Ben was even more dire, writing to the Daily Dot that “Q wouldn’t survive under a globalist puppet president, it would have to become a civil war revolution. There would be no future. […] Christianity would be outlawed one way or another. It would be the end of American values, [and] the end of our Constitution. [W]e would be better under British rule as we would lose the American liberty experiment.”

 

Or as Q follower Brandon said, “If Biden wins, Q will be no more.”

 

But like the first question, not everyone Daily Dot spoke to had such a dark cloud hanging over their head about belief in Q after a Biden win.

 

Other respondents made it clear that they will believe in Q no matter what happens in November, and that Biden’s win might bring even more people to Q’s posts. For example, Steve told Daily Dot that “a Biden presidency would most likely fuel the Q movement further, if anything.”

 

Finally, asking Q followers how they thought a Biden presidency might change the trajectory of the Q movement brought little clarity to Q’s future. But it made clear that Q adherents think that Joe Biden is both mentally incompetent and/or the vessel through which America will be destroyed.

 

“Who would trust senile, corrupt, Quid Pro Quo Joe to run our nation?” Shelley rhetorically asked. “Whoever would vote for Joe must surely be mentally deficient him/herself.” Bill claimed that “A Biden presidency would mean the people up top are fully in control. It’d show that the Q movement had a good motive ‘to save the children’ but failed.”

 

On an even more end times bent, Ben claimed that “Biden has dementia or a deteriorating brain,” and that “he would be removed via 25th Amendment and then we would have Hillary Clinton or Michelle Obama,” which he believes would start a series of events including the murder of Supreme Court justices, mass gun confiscation, and civil war.

 

And Mark had similar “end of days” thoughts, writing that “many military personnel are ready to take the county back by any means necessary” leading to “total chaos” and the beginning of “the 7-year tribulation” prophesied in the Book of Revelation.

 

This is just a small slice of a growing and fractious movement.
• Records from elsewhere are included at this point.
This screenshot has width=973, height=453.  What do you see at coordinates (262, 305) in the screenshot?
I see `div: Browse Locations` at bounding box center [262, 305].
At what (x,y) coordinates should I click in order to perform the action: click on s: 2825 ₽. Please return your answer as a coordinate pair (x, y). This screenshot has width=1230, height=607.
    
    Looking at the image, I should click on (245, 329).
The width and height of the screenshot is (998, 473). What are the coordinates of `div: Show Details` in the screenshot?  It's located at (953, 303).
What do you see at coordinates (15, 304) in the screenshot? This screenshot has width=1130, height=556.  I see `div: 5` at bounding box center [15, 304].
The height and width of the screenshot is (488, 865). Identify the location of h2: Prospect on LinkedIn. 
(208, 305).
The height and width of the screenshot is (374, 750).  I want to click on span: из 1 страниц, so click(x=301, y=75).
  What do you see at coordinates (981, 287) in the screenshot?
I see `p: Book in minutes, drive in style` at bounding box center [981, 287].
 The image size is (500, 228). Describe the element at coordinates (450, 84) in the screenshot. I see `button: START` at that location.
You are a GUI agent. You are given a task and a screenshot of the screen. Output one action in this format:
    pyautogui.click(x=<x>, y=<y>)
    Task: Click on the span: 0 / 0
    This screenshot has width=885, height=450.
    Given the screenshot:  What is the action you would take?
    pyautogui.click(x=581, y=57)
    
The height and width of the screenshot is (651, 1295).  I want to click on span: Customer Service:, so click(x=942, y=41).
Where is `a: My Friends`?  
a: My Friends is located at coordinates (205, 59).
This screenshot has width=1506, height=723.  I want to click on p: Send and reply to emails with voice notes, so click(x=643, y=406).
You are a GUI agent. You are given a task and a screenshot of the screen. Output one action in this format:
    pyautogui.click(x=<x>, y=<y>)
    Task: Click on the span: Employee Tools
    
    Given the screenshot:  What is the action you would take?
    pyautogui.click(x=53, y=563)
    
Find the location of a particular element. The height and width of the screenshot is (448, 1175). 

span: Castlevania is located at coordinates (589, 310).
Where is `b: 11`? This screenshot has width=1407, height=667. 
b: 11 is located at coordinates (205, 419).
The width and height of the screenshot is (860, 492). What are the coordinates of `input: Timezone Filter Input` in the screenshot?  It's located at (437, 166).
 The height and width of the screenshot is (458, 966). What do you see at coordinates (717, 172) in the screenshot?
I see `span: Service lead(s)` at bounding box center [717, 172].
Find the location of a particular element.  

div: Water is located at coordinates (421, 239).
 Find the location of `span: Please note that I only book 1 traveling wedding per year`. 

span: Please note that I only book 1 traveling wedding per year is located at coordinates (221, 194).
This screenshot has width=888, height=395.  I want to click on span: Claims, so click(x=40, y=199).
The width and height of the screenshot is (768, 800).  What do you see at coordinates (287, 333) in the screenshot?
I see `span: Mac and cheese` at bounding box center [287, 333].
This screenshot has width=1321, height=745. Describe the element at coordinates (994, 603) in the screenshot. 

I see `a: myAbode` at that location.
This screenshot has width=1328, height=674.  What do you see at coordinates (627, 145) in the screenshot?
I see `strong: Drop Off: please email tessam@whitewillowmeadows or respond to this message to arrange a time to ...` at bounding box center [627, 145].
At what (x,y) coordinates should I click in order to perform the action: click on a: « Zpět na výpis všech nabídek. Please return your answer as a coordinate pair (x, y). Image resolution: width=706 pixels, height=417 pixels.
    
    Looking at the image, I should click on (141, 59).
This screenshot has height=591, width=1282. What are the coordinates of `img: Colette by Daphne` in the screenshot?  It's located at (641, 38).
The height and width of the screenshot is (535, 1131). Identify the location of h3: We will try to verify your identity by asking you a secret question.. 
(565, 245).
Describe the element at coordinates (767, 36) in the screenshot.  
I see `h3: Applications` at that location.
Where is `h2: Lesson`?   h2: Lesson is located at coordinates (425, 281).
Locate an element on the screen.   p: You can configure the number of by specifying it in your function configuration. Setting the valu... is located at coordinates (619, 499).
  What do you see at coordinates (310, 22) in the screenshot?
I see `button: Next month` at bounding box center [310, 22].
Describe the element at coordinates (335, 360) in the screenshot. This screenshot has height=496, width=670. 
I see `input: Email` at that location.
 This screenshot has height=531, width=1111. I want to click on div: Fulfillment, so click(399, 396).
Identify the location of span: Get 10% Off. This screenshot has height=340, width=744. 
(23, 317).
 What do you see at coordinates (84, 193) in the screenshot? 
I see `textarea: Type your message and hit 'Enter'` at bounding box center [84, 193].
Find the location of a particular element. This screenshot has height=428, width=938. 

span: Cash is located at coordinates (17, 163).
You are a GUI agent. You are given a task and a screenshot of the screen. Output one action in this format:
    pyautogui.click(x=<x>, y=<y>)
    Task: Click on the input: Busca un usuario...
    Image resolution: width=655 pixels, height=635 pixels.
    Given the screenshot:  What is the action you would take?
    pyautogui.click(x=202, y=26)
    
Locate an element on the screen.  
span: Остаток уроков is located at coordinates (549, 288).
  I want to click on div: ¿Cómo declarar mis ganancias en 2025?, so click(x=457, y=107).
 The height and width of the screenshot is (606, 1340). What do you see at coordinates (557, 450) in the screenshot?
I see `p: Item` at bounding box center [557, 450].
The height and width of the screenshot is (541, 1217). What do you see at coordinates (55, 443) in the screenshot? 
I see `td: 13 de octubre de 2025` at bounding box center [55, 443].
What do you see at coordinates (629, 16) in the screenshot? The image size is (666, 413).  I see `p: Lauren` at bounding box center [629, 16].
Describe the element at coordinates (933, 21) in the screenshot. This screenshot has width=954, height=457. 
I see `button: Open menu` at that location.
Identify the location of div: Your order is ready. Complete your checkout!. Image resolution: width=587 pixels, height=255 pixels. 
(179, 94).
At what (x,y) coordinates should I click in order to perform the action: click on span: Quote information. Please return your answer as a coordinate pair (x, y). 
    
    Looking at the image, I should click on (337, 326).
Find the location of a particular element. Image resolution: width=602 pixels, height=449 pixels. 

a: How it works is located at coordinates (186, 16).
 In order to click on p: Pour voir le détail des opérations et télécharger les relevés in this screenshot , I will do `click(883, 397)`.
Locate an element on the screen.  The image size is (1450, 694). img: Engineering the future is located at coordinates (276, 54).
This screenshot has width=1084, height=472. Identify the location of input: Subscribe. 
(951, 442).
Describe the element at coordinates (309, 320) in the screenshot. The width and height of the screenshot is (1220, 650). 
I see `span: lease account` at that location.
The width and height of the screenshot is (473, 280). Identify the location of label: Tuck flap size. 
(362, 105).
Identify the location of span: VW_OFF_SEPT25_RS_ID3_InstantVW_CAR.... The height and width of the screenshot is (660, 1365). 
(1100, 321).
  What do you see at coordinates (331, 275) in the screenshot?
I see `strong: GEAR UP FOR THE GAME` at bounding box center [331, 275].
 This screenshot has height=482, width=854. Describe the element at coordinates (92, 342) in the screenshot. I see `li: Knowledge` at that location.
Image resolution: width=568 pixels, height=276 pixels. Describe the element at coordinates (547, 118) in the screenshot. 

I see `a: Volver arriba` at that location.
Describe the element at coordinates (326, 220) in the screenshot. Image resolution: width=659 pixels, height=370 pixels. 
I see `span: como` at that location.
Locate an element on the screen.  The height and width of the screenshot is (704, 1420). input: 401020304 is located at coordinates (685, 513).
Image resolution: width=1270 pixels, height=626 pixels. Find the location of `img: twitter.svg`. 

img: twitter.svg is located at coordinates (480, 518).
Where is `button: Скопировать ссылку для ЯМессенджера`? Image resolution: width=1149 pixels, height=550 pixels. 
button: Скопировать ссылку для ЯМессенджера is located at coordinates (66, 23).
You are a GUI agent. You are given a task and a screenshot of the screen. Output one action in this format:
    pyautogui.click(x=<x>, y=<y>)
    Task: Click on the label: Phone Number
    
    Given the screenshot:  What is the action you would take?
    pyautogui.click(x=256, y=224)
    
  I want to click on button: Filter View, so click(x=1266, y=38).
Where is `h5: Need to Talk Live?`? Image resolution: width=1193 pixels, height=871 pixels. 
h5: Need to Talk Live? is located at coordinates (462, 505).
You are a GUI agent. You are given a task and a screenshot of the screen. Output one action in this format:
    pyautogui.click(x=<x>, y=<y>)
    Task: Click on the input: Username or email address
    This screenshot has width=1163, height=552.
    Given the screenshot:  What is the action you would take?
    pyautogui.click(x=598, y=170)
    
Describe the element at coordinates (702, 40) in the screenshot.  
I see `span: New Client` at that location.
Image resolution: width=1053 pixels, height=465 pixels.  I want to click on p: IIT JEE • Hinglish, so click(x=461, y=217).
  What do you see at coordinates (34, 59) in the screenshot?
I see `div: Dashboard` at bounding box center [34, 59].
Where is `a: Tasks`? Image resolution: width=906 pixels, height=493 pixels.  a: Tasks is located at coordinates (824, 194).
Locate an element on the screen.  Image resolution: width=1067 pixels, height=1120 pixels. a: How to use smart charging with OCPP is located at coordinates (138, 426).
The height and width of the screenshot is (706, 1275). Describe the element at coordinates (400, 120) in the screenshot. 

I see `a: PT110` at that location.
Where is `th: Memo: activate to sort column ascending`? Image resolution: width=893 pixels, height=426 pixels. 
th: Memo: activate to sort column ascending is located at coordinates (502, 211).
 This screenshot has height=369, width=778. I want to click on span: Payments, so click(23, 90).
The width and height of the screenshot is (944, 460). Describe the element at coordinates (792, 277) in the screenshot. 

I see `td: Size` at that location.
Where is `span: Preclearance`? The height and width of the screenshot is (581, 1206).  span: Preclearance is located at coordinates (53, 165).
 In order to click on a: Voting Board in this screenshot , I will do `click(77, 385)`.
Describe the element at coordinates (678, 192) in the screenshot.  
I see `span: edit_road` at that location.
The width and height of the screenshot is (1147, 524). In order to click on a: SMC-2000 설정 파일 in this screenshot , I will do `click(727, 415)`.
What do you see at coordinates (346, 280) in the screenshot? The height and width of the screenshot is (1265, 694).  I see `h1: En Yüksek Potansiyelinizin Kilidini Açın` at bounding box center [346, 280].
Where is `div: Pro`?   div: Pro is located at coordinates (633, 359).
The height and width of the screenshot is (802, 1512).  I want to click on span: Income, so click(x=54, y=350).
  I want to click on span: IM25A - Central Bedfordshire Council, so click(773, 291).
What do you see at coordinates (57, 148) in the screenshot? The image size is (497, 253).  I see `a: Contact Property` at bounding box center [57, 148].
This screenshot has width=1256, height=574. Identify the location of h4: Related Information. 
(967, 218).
QAnon followers are notorious for arguing among themselves about aspects of the conspiracy theory, such as whether or not JFK Jr. is alive.

 

But it’s clear from these responses that at least some Q believers will never abandon the movement, and while a Biden victory will frustrate some, it will energize others—meaning that whatever QAnon looks like with Donald Trump out of office, it will still be around, possibly angrier and more emboldened than ever.